Still no vote on 615-home ‘Sweetgrass’ development planned next to Sherwin Williams
Published 10:25 am Wednesday, October 25, 2023
Isle of Wight County’s Planning Commission, for the second month in a row, postponed voting on the Sweetgrass mixed-use community planned for just outside Smithfield.
NVR, the Reston-based parent company of Ryan Homes, has proposed 615 homes and up to 73,000 square feet of retail and office space for the roughly 250-acre Yeoman Farm next to the Sherwin Williams store on Benns Church Boulevard.
NVR and Henry Layden, trustee of the Yeoman Farm, have applied for conditional mixed-use zoning to permit 390 age-restricted single-family homes, 225 unrestricted townhouses and a commercial component spanning roughly 5 acres.
The commissioners had postponed voting on a recommendation to the Board of Supervisors in September after asking several questions of Isle of Wight County Schools Deputy Superintendent Christopher Coleman regarding the development’s potential impacts on the school system. According to a report included with the commissioners’ Oct. 24 meeting agenda, Coleman told county staff he needed additional time to provide answers.
Among the questions was whether any school buses were serving other age-restricted communities in the county. According to Tim Trant, an attorney for Sweetgrass, fair-housing laws require that age-restricted homes have at least one resident age 55 or over, and no residents under age 19. The commissioners had also asked for data on each affected school’s current student load, capacity and population growth projections. At the Oct. 24 meeting, several commissioners also raised concerns regarding the cumulative impacts of Sweetgrass and other planned developments in and around Smithfield.

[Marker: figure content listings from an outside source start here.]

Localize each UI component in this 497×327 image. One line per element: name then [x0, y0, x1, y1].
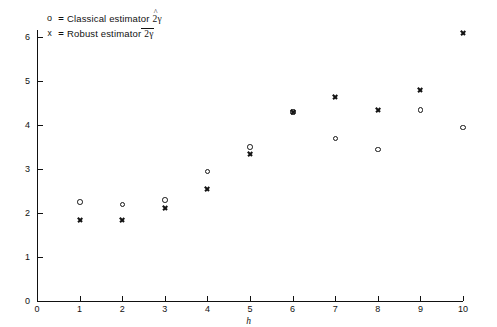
y-tick-label-4: 4 [8, 121, 30, 130]
x-tick-4 [207, 296, 208, 301]
x-tick-label-5: 5 [238, 305, 262, 314]
x-axis-label: h [0, 316, 497, 326]
x-tick-8 [378, 296, 379, 301]
x-tick-2 [122, 296, 123, 301]
y-tick-3 [38, 169, 43, 170]
x-tick-label-8: 8 [366, 305, 390, 314]
x-tick-label-6: 6 [281, 305, 305, 314]
x-tick-label-1: 1 [68, 305, 92, 314]
y-tick-1 [38, 257, 43, 258]
x-tick-label-9: 9 [408, 305, 432, 314]
y-tick-6 [38, 37, 43, 38]
y-tick-label-1: 1 [8, 253, 30, 262]
y-tick-5 [38, 81, 43, 82]
x-tick-10 [463, 296, 464, 301]
x-tick-9 [420, 296, 421, 301]
y-tick-label-5: 5 [8, 77, 30, 86]
y-tick-2 [38, 213, 43, 214]
x-axis-line [37, 301, 463, 302]
x-tick-label-7: 7 [323, 305, 347, 314]
variogram-scatter-figure: o = Classical estimator 2γ^ x = Robust e… [0, 0, 497, 327]
x-tick-1 [80, 296, 81, 301]
x-tick-label-2: 2 [110, 305, 134, 314]
x-tick-6 [293, 296, 294, 301]
y-tick-4 [38, 125, 43, 126]
x-tick-5 [250, 296, 251, 301]
x-tick-3 [165, 296, 166, 301]
y-axis-line [37, 30, 38, 302]
x-tick-7 [335, 296, 336, 301]
x-tick-label-0: 0 [25, 305, 49, 314]
x-tick-label-10: 10 [451, 305, 475, 314]
y-tick-label-2: 2 [8, 209, 30, 218]
x-tick-label-3: 3 [153, 305, 177, 314]
plot-area: 0123456 012345678910 h [0, 0, 497, 327]
y-tick-label-6: 6 [8, 33, 30, 42]
y-tick-label-3: 3 [8, 165, 30, 174]
x-tick-label-4: 4 [195, 305, 219, 314]
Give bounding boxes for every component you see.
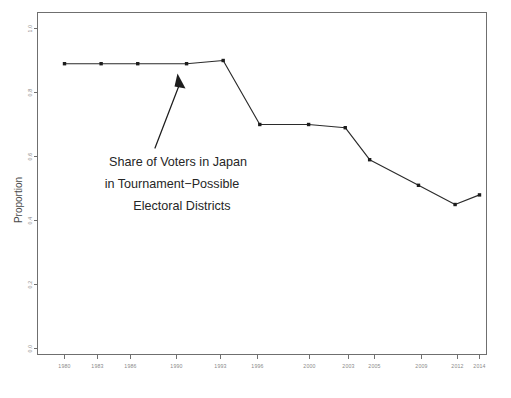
data-point <box>344 126 347 129</box>
data-point <box>368 158 371 161</box>
chart-figure: 1.0 0.8 0.6 0.4 0.2 0.0 Proportion 1980 <box>0 0 511 398</box>
y-tick-label: 0.6 <box>27 153 33 161</box>
data-point <box>99 62 102 65</box>
x-tick-label: 2009 <box>415 363 427 369</box>
data-point <box>453 203 456 206</box>
y-tick-label: 0.8 <box>27 89 33 97</box>
x-tick-label: 1983 <box>91 363 103 369</box>
x-tick-label: 2000 <box>303 363 315 369</box>
data-point <box>307 123 310 126</box>
y-tick-label: 1.0 <box>27 25 33 33</box>
x-tick-label: 2005 <box>368 363 380 369</box>
y-tick-label: 0.0 <box>27 345 33 353</box>
annotation-line-3: Electoral Districts <box>133 199 230 213</box>
x-tick-label: 1996 <box>251 363 263 369</box>
y-tick-label: 0.4 <box>27 217 33 225</box>
x-tick-label: 2012 <box>451 363 463 369</box>
y-tick-label: 0.2 <box>27 281 33 289</box>
data-point <box>258 123 261 126</box>
x-tick-label: 1980 <box>58 363 70 369</box>
data-point <box>185 62 188 65</box>
x-tick-label: 2003 <box>342 363 354 369</box>
y-axis-title: Proportion <box>13 177 24 223</box>
annotation-line-1: Share of Voters in Japan <box>109 155 247 169</box>
x-tick-label: 1986 <box>124 363 136 369</box>
x-tick-label: 1993 <box>214 363 226 369</box>
x-tick-label: 2014 <box>473 363 485 369</box>
data-point <box>63 62 66 65</box>
data-point <box>136 62 139 65</box>
x-tick-label: 1990 <box>170 363 182 369</box>
annotation-line-2: in Tournament−Possible <box>105 177 240 191</box>
data-point <box>478 193 481 196</box>
data-point <box>221 59 224 62</box>
line-chart-svg: 1.0 0.8 0.6 0.4 0.2 0.0 Proportion 1980 <box>0 0 511 398</box>
data-point <box>417 184 420 187</box>
chart-background <box>0 0 511 398</box>
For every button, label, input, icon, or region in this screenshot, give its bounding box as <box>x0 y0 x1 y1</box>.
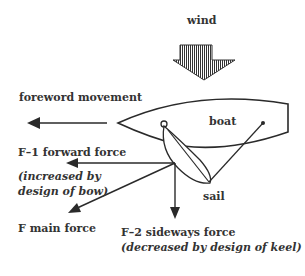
force-f2-arrow-icon <box>170 163 180 219</box>
f1-label: F–1 forward force <box>18 146 126 159</box>
sail <box>163 123 263 183</box>
f-main-label: F main force <box>18 222 96 235</box>
boat-label: boat <box>209 115 236 128</box>
f2-label: F–2 sideways force <box>121 226 235 239</box>
f2-note: (decreased by design of keel) <box>121 241 302 254</box>
sailing-forces-diagram: wind foreword movement boat sail F–1 for… <box>0 0 305 276</box>
f1-note-line1: (increased by <box>18 170 101 183</box>
forward-movement-label: foreword movement <box>19 91 142 104</box>
wind-label: wind <box>187 14 216 27</box>
wind-arrow-icon <box>173 45 235 80</box>
f1-note-line2: design of bow) <box>18 185 108 198</box>
force-f1-arrow-icon <box>66 158 175 168</box>
sail-label: sail <box>203 190 225 203</box>
forward-movement-arrow-icon <box>27 117 107 129</box>
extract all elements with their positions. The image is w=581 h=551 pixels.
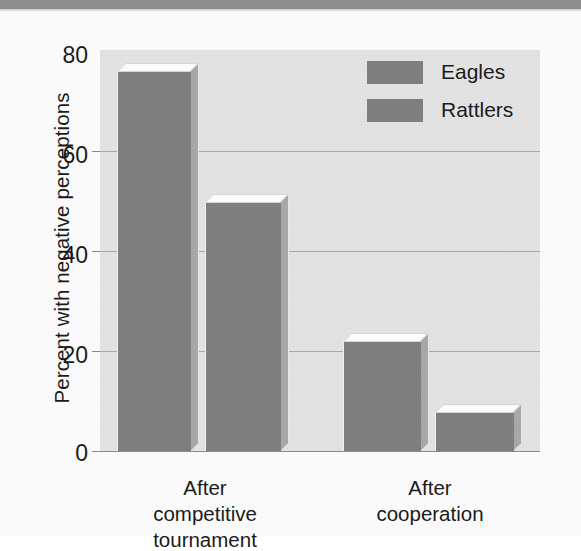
- legend-item-eagles: Eagles: [367, 60, 513, 84]
- legend-swatch-eagles: [367, 61, 423, 84]
- x-category-label-after-cooperation: After cooperation: [350, 475, 510, 527]
- bar-rattlers-after-cooperation: [435, 404, 513, 451]
- bar-side-face: [420, 333, 429, 451]
- legend-item-rattlers: Rattlers: [367, 98, 513, 122]
- legend-swatch-rattlers: [367, 99, 423, 122]
- bar-eagles-after-competitive-tournament: [117, 63, 190, 451]
- x-label-line-2: competitive tournament: [110, 501, 300, 551]
- x-label-line-1: After: [350, 475, 510, 501]
- bar-top-face: [205, 194, 289, 203]
- y-axis-title: Percent with negative perceptions: [50, 63, 74, 433]
- bar-front-face: [343, 342, 421, 451]
- bar-side-face: [280, 194, 289, 451]
- x-label-line-1: After: [110, 475, 300, 501]
- page-top-band-shadow: [0, 9, 581, 12]
- legend: Eagles Rattlers: [367, 60, 513, 136]
- bar-front-face: [205, 203, 281, 451]
- legend-label-eagles: Eagles: [441, 60, 505, 84]
- x-axis-baseline: [100, 451, 540, 452]
- legend-label-rattlers: Rattlers: [441, 98, 513, 122]
- bar-top-face: [117, 63, 199, 72]
- bar-eagles-after-cooperation: [343, 333, 420, 451]
- bar-top-face: [435, 404, 522, 413]
- x-category-label-after-competitive-tournament: After competitive tournament: [110, 475, 300, 551]
- page-top-band: [0, 0, 581, 9]
- bar-side-face: [513, 404, 522, 451]
- bar-rattlers-after-competitive-tournament: [205, 194, 280, 451]
- bar-side-face: [190, 63, 199, 451]
- plot-area: Eagles Rattlers: [100, 50, 540, 451]
- bar-front-face: [435, 413, 514, 451]
- x-label-line-2: cooperation: [350, 501, 510, 527]
- y-tick-label-0: 0: [28, 440, 88, 467]
- bar-top-face: [343, 333, 429, 342]
- bar-front-face: [117, 72, 191, 451]
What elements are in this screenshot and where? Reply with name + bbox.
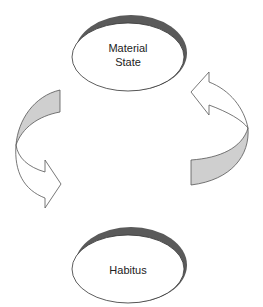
arrow-left-down-icon — [16, 90, 61, 208]
arrow-band — [16, 90, 60, 145]
arrow-right-up-icon — [191, 72, 248, 185]
arrow-band — [191, 128, 248, 185]
node-label-material-state: Material State — [98, 41, 158, 69]
arrow-body — [191, 72, 248, 128]
node-label-habitus: Habitus — [98, 263, 158, 277]
arrow-body — [16, 145, 61, 208]
label-line-1: Habitus — [98, 263, 158, 277]
label-line-1: Material — [98, 41, 158, 55]
label-line-2: State — [98, 55, 158, 69]
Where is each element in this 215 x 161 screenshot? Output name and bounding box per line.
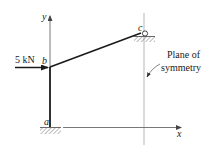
roller-icon [142, 31, 147, 36]
node-label-b: b [42, 55, 47, 66]
roller-support-hatch [134, 37, 155, 42]
fixed-support-hatch [40, 128, 61, 134]
node-label-c: c [138, 22, 143, 33]
symmetry-label-line1: Plane of [167, 49, 201, 60]
load-label: 5 kN [15, 54, 35, 65]
x-axis-label: x [176, 128, 182, 139]
y-axis-label: y [41, 11, 47, 22]
member-bc [50, 33, 141, 67]
symmetry-leader-arrow [147, 64, 160, 77]
node-label-a: a [44, 116, 49, 127]
frame-diagram: y x a c b 5 kN Plane of symmetry [0, 0, 215, 161]
symmetry-label-line2: symmetry [161, 62, 201, 73]
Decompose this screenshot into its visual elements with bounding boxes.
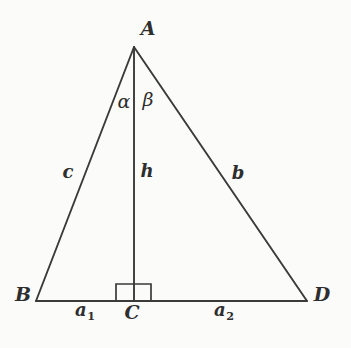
side-label-h: h (140, 162, 153, 180)
geometry-figure: A B C D c h b α β a1 a2 (0, 0, 351, 348)
segment-b-line (134, 47, 307, 301)
segment-c-line (36, 47, 134, 301)
angle-label-alpha: α (118, 92, 131, 111)
vertex-label-a: A (141, 19, 156, 38)
segment-label-a1-base: a (75, 299, 87, 320)
vertex-label-b: B (15, 285, 31, 304)
side-label-b: b (232, 164, 245, 182)
angle-label-beta: β (143, 90, 154, 109)
side-label-c: c (63, 163, 74, 181)
segment-label-a1: a1 (75, 301, 95, 322)
segment-label-a1-subscript: 1 (87, 309, 95, 322)
segment-label-a2-subscript: 2 (226, 309, 234, 322)
segment-label-a2: a2 (214, 301, 234, 322)
vertex-label-d: D (314, 285, 330, 304)
triangle-drawing (0, 0, 351, 348)
vertex-label-c: C (124, 303, 139, 322)
segment-label-a2-base: a (214, 299, 226, 320)
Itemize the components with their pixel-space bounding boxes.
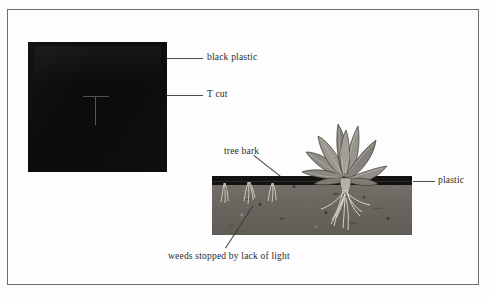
plant-roots xyxy=(321,190,370,230)
plant-crown xyxy=(340,178,351,192)
label-plastic: plastic xyxy=(438,175,464,185)
label-weeds-stopped: weeds stopped by lack of light xyxy=(168,251,290,261)
mulched-plant-illustration xyxy=(288,108,398,236)
leader-line-t-cut xyxy=(167,95,203,96)
leader-line-black-plastic xyxy=(167,58,203,59)
plastic-sheen-highlight xyxy=(34,46,162,85)
figure-canvas: black plastic T cut xyxy=(0,0,490,297)
label-t-cut: T cut xyxy=(207,89,228,99)
t-cut-vertical-slit xyxy=(95,97,96,125)
black-plastic-sheet-illustration xyxy=(28,42,167,172)
t-cut-horizontal-slit xyxy=(83,96,109,97)
label-black-plastic: black plastic xyxy=(207,52,257,62)
leader-line-plastic xyxy=(413,181,435,182)
plant-leaves xyxy=(302,124,387,185)
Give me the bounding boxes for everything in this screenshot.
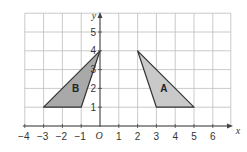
- x-tick-label: −1: [74, 131, 86, 142]
- x-axis-arrow-icon: [227, 124, 233, 129]
- x-tick-label: 5: [191, 131, 197, 142]
- y-tick-label: 3: [90, 64, 96, 75]
- y-tick-label: 2: [90, 83, 96, 94]
- y-tick-label: 5: [90, 27, 96, 38]
- y-tick-label: 4: [90, 45, 96, 56]
- origin-label: O: [95, 130, 102, 141]
- x-tick-label: −3: [37, 131, 49, 142]
- x-tick-label: −4: [18, 131, 30, 142]
- x-tick-label: 1: [116, 131, 122, 142]
- y-axis-label: y: [91, 10, 97, 21]
- axis-labels: −4−3−2−112345612345Oxy: [18, 10, 241, 142]
- x-tick-label: 2: [135, 131, 141, 142]
- triangle-b: [44, 51, 100, 107]
- x-tick-label: 4: [172, 131, 178, 142]
- x-tick-label: 3: [154, 131, 160, 142]
- grid-lines: [25, 13, 231, 126]
- x-tick-label: 6: [210, 131, 216, 142]
- x-axis-label: x: [235, 125, 241, 136]
- triangle-a: [138, 51, 194, 107]
- axes: [23, 12, 233, 129]
- coordinate-grid-diagram: AB −4−3−2−112345612345Oxy: [0, 0, 247, 152]
- y-tick-label: 1: [90, 102, 96, 113]
- triangle-label-a: A: [160, 83, 167, 94]
- triangle-label-b: B: [72, 83, 79, 94]
- x-tick-label: −2: [56, 131, 68, 142]
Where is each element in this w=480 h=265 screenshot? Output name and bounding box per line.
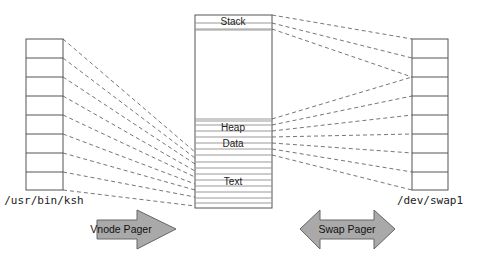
vnode-pager-label: Vnode Pager: [90, 223, 152, 235]
swap-pager-label: Swap Pager: [318, 223, 376, 235]
swap-pager-arrow: Swap Pager: [300, 210, 395, 249]
text-segment-label: Text: [224, 176, 243, 187]
ksh-file-blocks: [26, 39, 63, 190]
swap-mapping-lines: [272, 15, 412, 190]
vnode-pager-arrow: Vnode Pager: [90, 210, 176, 249]
stack-segment-label: Stack: [220, 16, 246, 27]
vnode-mapping-lines: [63, 39, 195, 206]
swap-device-label: /dev/swap1: [397, 194, 463, 207]
memory-mapping-diagram: /usr/bin/ksh /dev/swap1: [0, 0, 480, 265]
heap-segment-label: Heap: [221, 122, 245, 133]
ksh-file-label: /usr/bin/ksh: [4, 194, 83, 207]
data-segment-label: Data: [222, 138, 244, 149]
swap-device-blocks: [412, 39, 448, 190]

“I think we do our community a disservice when we look at each development application on its own and not all of the development applications that are out there or coming our way,” said Commissioner Jennifer Boykin.
A traffic study submitted with the mixed-use zoning application projects Sweetgrass alone would add 6,685 daily vehicular trips to Benns Church Boulevard. The non-age-restricted phase of Sweetgrass is projected to add 52 students to the school system.
Another mixed-use development dubbed “The Promontory,” which would be located just inside the town’s limits, has proposed building an additional 262 homes and five commercial parcels on the opposite side of Benns Church Boulevard from Sweetgrass behind and adjacent to the Smithfield Tractor Supply. The Promontory is under review by Smithfield’s planning staff and will eventually go to the town’s Planning Commission and Town Council for a vote.
Already under construction is the planned 50-bed Riverside Smithfield Hospital on Benns Church Boulevard and the apartment phase of the adjacent 776-home Benn’s Grant development. The hospital is set to open in early 2026.
Once the Isle of Wight Planning Commission votes on its recommendation, the Sweetgrass application will be forwarded to the county’s supervisors for a final decision.